▽

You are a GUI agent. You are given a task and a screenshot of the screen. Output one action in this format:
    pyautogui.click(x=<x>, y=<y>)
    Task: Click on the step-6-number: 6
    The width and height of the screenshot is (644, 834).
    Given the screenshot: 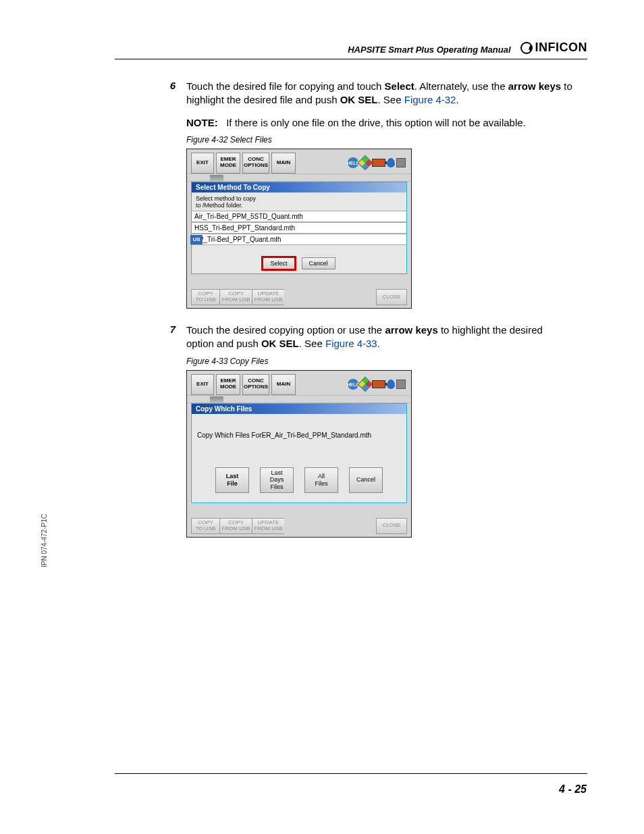 What is the action you would take?
    pyautogui.click(x=171, y=93)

△

## [What you have to do]
Ending with the line containing "The width and", please print exactly the lines of the material above from its first line onward, and nothing else.

## [Solution to this problem]
You are a GUI agent. You are given a task and a screenshot of the screen. Output one action in this format:
    pyautogui.click(x=<x>, y=<y>)
    Task: Click on the step-6-number: 6
    The width and height of the screenshot is (644, 834).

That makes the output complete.